Well, I think that's the rational thing to do for the vast majority of people. Not only due to public good problems, but because if there's something bad about the world which affects many people negatively, it's probably hard to fix or one of the many sufferers would have already. Whereas your life might not have been fixed just because you haven't tried yet. It's almost always a better use of your resources. Plus "money is the unit of caring", so the optimal way to help a charitable cause is usually to earn your max cash and donate, as opposed to working on it directly.

I suspect the empathy formed from face to face contact can be a really great motivator.

Agreed. Not just a motivator to help other people - but f2f contact is more inherently about doing, while web forums are more inherently about talking. In person it is much more natural to ask about someone's life and how it is going - which is where interventions happen.

Yet if we're intentional about it I think we can keep it real here too.

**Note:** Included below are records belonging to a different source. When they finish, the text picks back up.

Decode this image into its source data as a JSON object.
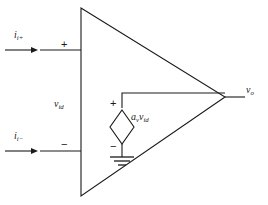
{
  "diagram": {
    "background_color": "#ffffff",
    "line_color": "#1a1a1a",
    "labels": {
      "input_current_plus": {
        "symbol": "i",
        "subscript": "i+"
      },
      "input_current_minus": {
        "symbol": "i",
        "subscript": "i−"
      },
      "differential_voltage": {
        "symbol": "v",
        "subscript": "id"
      },
      "dependent_source": {
        "gain_symbol": "a",
        "gain_subscript": "v",
        "symbol": "v",
        "subscript": "id"
      },
      "output_voltage": {
        "symbol": "v",
        "subscript": "o"
      },
      "input_plus_sign": "+",
      "input_minus_sign": "−",
      "source_plus_sign": "+",
      "source_minus_sign": "−"
    },
    "components": {
      "amplifier_triangle": "triangle",
      "dependent_voltage_source": "diamond",
      "ground": "ground-symbol",
      "input_arrow_plus": "arrow-right",
      "input_arrow_minus": "arrow-right"
    }
  }
}
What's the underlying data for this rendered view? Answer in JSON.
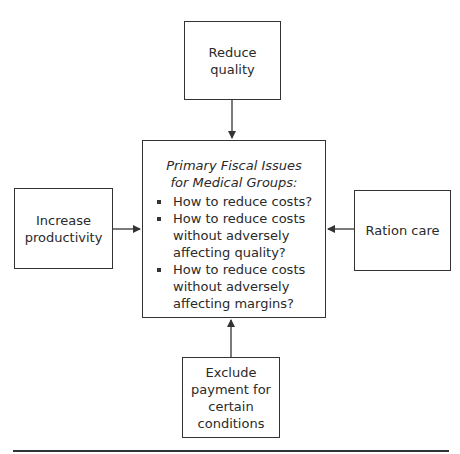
{
  "diagram": {
    "center": {
      "title_line1": "Primary Fiscal Issues",
      "title_line2": "for Medical Groups:",
      "bullets": [
        [
          "How to reduce costs?"
        ],
        [
          "How to reduce costs",
          "without adversely",
          "affecting quality?"
        ],
        [
          "How to reduce costs",
          "without adversely",
          "affecting margins?"
        ]
      ]
    },
    "top": {
      "lines": [
        "Reduce quality"
      ]
    },
    "left": {
      "lines": [
        "Increase",
        "productivity"
      ]
    },
    "right": {
      "lines": [
        "Ration care"
      ]
    },
    "bottom": {
      "lines": [
        "Exclude",
        "payment for",
        "certain",
        "conditions"
      ]
    }
  }
}
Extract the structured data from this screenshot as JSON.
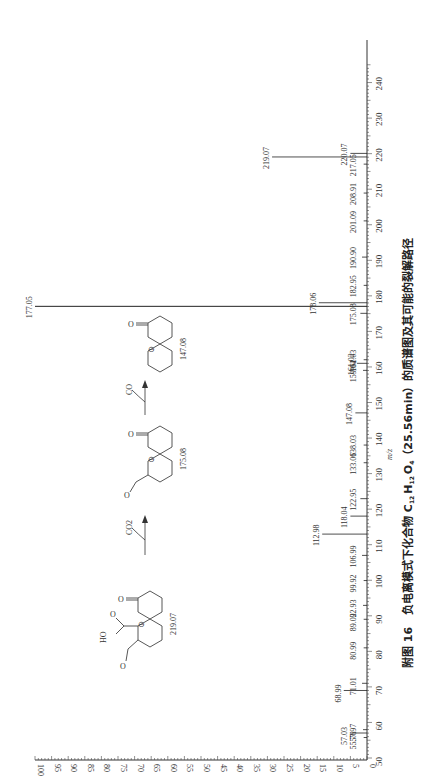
{
  "chart_data": {
    "type": "bar",
    "orientation": "rotated-90-ccw (m/z axis vertical on right, intensity increases leftward)",
    "title": "",
    "xlabel": "m/z",
    "ylabel": "相对丰度",
    "xlim": [
      50,
      245
    ],
    "ylim": [
      0,
      100
    ],
    "x_ticks": [
      50,
      60,
      70,
      80,
      90,
      100,
      110,
      120,
      130,
      140,
      150,
      160,
      170,
      180,
      190,
      200,
      210,
      220,
      230,
      240
    ],
    "y_ticks": [
      0,
      5,
      10,
      15,
      20,
      25,
      30,
      35,
      40,
      45,
      50,
      55,
      60,
      65,
      70,
      75,
      80,
      85,
      90,
      95,
      100
    ],
    "peaks": [
      {
        "mz": 55.76,
        "label": "55.76",
        "intensity": 1.0
      },
      {
        "mz": 57.03,
        "label": "57.03",
        "intensity": 5.0
      },
      {
        "mz": 57.97,
        "label": "57.97",
        "intensity": 1.2
      },
      {
        "mz": 68.99,
        "label": "68.99",
        "intensity": 7.0
      },
      {
        "mz": 71.01,
        "label": "71.01",
        "intensity": 1.5
      },
      {
        "mz": 80.99,
        "label": "80.99",
        "intensity": 1.0
      },
      {
        "mz": 89.02,
        "label": "89.02",
        "intensity": 1.0
      },
      {
        "mz": 92.93,
        "label": "92.93",
        "intensity": 1.2
      },
      {
        "mz": 99.92,
        "label": "99.92",
        "intensity": 1.0
      },
      {
        "mz": 106.99,
        "label": "106.99",
        "intensity": 1.5
      },
      {
        "mz": 112.98,
        "label": "112.98",
        "intensity": 13.5
      },
      {
        "mz": 118.04,
        "label": "118.04",
        "intensity": 5.0
      },
      {
        "mz": 122.95,
        "label": "122.95",
        "intensity": 2.0
      },
      {
        "mz": 133.06,
        "label": "133.06",
        "intensity": 1.0
      },
      {
        "mz": 138.03,
        "label": "138.03",
        "intensity": 1.0
      },
      {
        "mz": 147.08,
        "label": "147.08",
        "intensity": 3.5
      },
      {
        "mz": 159.04,
        "label": "159.04",
        "intensity": 1.2
      },
      {
        "mz": 161.02,
        "label": "161.02",
        "intensity": 3.0
      },
      {
        "mz": 162.03,
        "label": "162.03",
        "intensity": 1.0
      },
      {
        "mz": 175.08,
        "label": "175.08",
        "intensity": 2.0
      },
      {
        "mz": 177.05,
        "label": "177.05",
        "intensity": 100.0
      },
      {
        "mz": 178.06,
        "label": "178.06",
        "intensity": 14.5
      },
      {
        "mz": 182.95,
        "label": "182.95",
        "intensity": 1.0
      },
      {
        "mz": 190.9,
        "label": "190.90",
        "intensity": 1.5
      },
      {
        "mz": 201.09,
        "label": "201.09",
        "intensity": 1.0
      },
      {
        "mz": 208.91,
        "label": "208.91",
        "intensity": 1.0
      },
      {
        "mz": 217.05,
        "label": "217.05",
        "intensity": 1.0
      },
      {
        "mz": 219.07,
        "label": "219.07",
        "intensity": 28.6
      },
      {
        "mz": 220.07,
        "label": "220.07",
        "intensity": 5.0
      }
    ],
    "annotations": {
      "structures": [
        {
          "label": "219.07",
          "description": "precursor anion with COOH and CHO substituents"
        },
        {
          "label": "175.08",
          "description": "after loss of CO2"
        },
        {
          "label": "147.08",
          "description": "after loss of CO"
        }
      ],
      "neutral_losses": [
        "CO2",
        "CO"
      ]
    },
    "grid": false,
    "legend": null
  },
  "figure": {
    "caption_prefix": "附图 16",
    "caption_text": "负电离模式下化合物 C",
    "formula": {
      "C_sub": "12",
      "H": "H",
      "H_sub": "12",
      "O": "O",
      "O_sub": "4"
    },
    "caption_tail": "（25.56min）的质谱图及其可能的裂解路径",
    "x_axis_label": "m/z",
    "y_axis_label": "相对丰度"
  },
  "pathway": {
    "loss_1": "CO2",
    "loss_2": "CO",
    "struct_labels": [
      "219.07",
      "175.08",
      "147.08"
    ],
    "ho_label": "HO",
    "o_label": "O",
    "charge_symbol": "⊖"
  }
}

Perhaps. I think it will need a lot of intentionality, and a combination of in-person meetups and online discussions. I've thought about this as a "practicing life" support group, Eliezer's term is "rationality dojo", either way the key is to look at rationality and success just like any other skill - you learn by breaking it down into practiceable components and then practicing with intention and feedback, ideally in a social group. The net can be used to track the skill exercises, comment on alternative solutions for various problems, rank the leverage of the interventions and so forth.

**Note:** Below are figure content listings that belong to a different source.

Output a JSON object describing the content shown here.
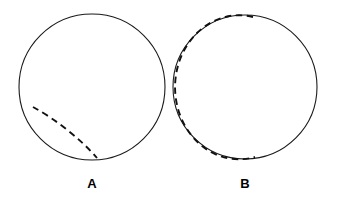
{
  "figure": {
    "background_color": "#ffffff",
    "width": 342,
    "height": 207,
    "stroke_color": "#1a1a1a",
    "arc_color": "#111111",
    "label_color": "#000000"
  },
  "panels": [
    {
      "id": "A",
      "label": "A",
      "label_x": 92,
      "label_y": 188,
      "circle": {
        "cx": 92,
        "cy": 87,
        "r": 73
      },
      "dashed_arc": {
        "description": "short dashed arc inside lower-left of circle",
        "dash_pattern": "6.5 4.5",
        "rx": 73,
        "ry": 20,
        "rotation": 38,
        "start_x": 33,
        "start_y": 107,
        "end_x": 97,
        "end_y": 158,
        "sweep": 1,
        "large_arc": 0
      }
    },
    {
      "id": "B",
      "label": "B",
      "label_x": 245,
      "label_y": 188,
      "circle": {
        "cx": 245,
        "cy": 87,
        "r": 72
      },
      "dashed_arc": {
        "description": "long dashed arc hugging inside of left half of circle",
        "dash_pattern": "6.5 4.5",
        "rx": 64,
        "ry": 72,
        "rotation": 0,
        "start_x": 253,
        "start_y": 17,
        "end_x": 255,
        "end_y": 157,
        "sweep": 0,
        "large_arc": 1
      }
    }
  ],
  "chart_data": {
    "type": "diagram",
    "title": "",
    "subtitle": "",
    "items": [
      {
        "label": "A",
        "shape": "circle",
        "radius_px": 73,
        "center_px": [
          92,
          87
        ],
        "inner_curve": "dashed arc, shallow, lower-left to bottom"
      },
      {
        "label": "B",
        "shape": "circle",
        "radius_px": 72,
        "center_px": [
          245,
          87
        ],
        "inner_curve": "dashed arc, deep, top-right around left side to bottom-right"
      }
    ],
    "legend": [],
    "grid": false
  }
}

But the key from my perspective is the website would be more of a database rather than an interaction forum. "This is where you go to find your local chapter, and a list of starting exercises / books to work through together / metrics / etc"

Comment author: [deleted] 02 December 2010 05:06:08PM 1 point [-]

I'm new here at LW -- are there any chapters outside of the New York meetup?

If not, is there a LW mechanism to gather location info from interested participants to start new ones? Top-level post and a Wiki page?

I created a Wiki to kick things off, but as a newb I think I can't create an article yet, and quite frankly I'm not confident enough that that's the right way to go about it to do it even if I could. So if you've been here longer and think that's the right way, please do it and direct LWers to the Wiki page.